Deculturation requires speaking in the believers language instead of a foreign language. Hamza Yusuf, the president of Zaytuna College, a Muslim college in Berkley California, explains that Islam has always adapted itself to include the indigenous people much like water takes on the color of its container.
“Islam is pure, but it takes on the color of the vessel, so in Senegal it has a certain color in Indonesia it has a certain color and that’s why it’s different in Afghanistan. In every place Islam goes it’s the same water that has nourished the people, but it takes on its own coloring. That is part of its universality.
If we were all meant to become Arabs, then that would be a disaster. That is nothing against Arabs, but it’s just not what Allah wanted for human beings, all to become Arabs. People ask me, ‘Why don’t you speak Arabic to your children?’ I say because it’s not my mother tongue. Their tongue is English that’s where we grew up.”

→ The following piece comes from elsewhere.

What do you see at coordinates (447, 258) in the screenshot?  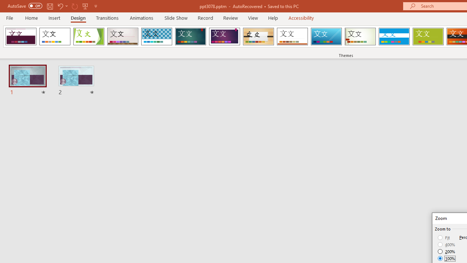 I see `100%` at bounding box center [447, 258].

American Democratic Islam believes that if one’s tongue is English, Arabic is a barrier to the believer’s prayer life. One’s liturgical language should also be one’s native language. Why? First, because Allah speaks all languages, secondly the Qur’an does not say that prayers must be given in Arabic, and third, trying to pray in words you do not understand is a barrier to communion with God. In other words, prayer loses its spiritual essence when said from the head (cerebral recall of memorized words) instead spoken from the heart (spiritual inspiration).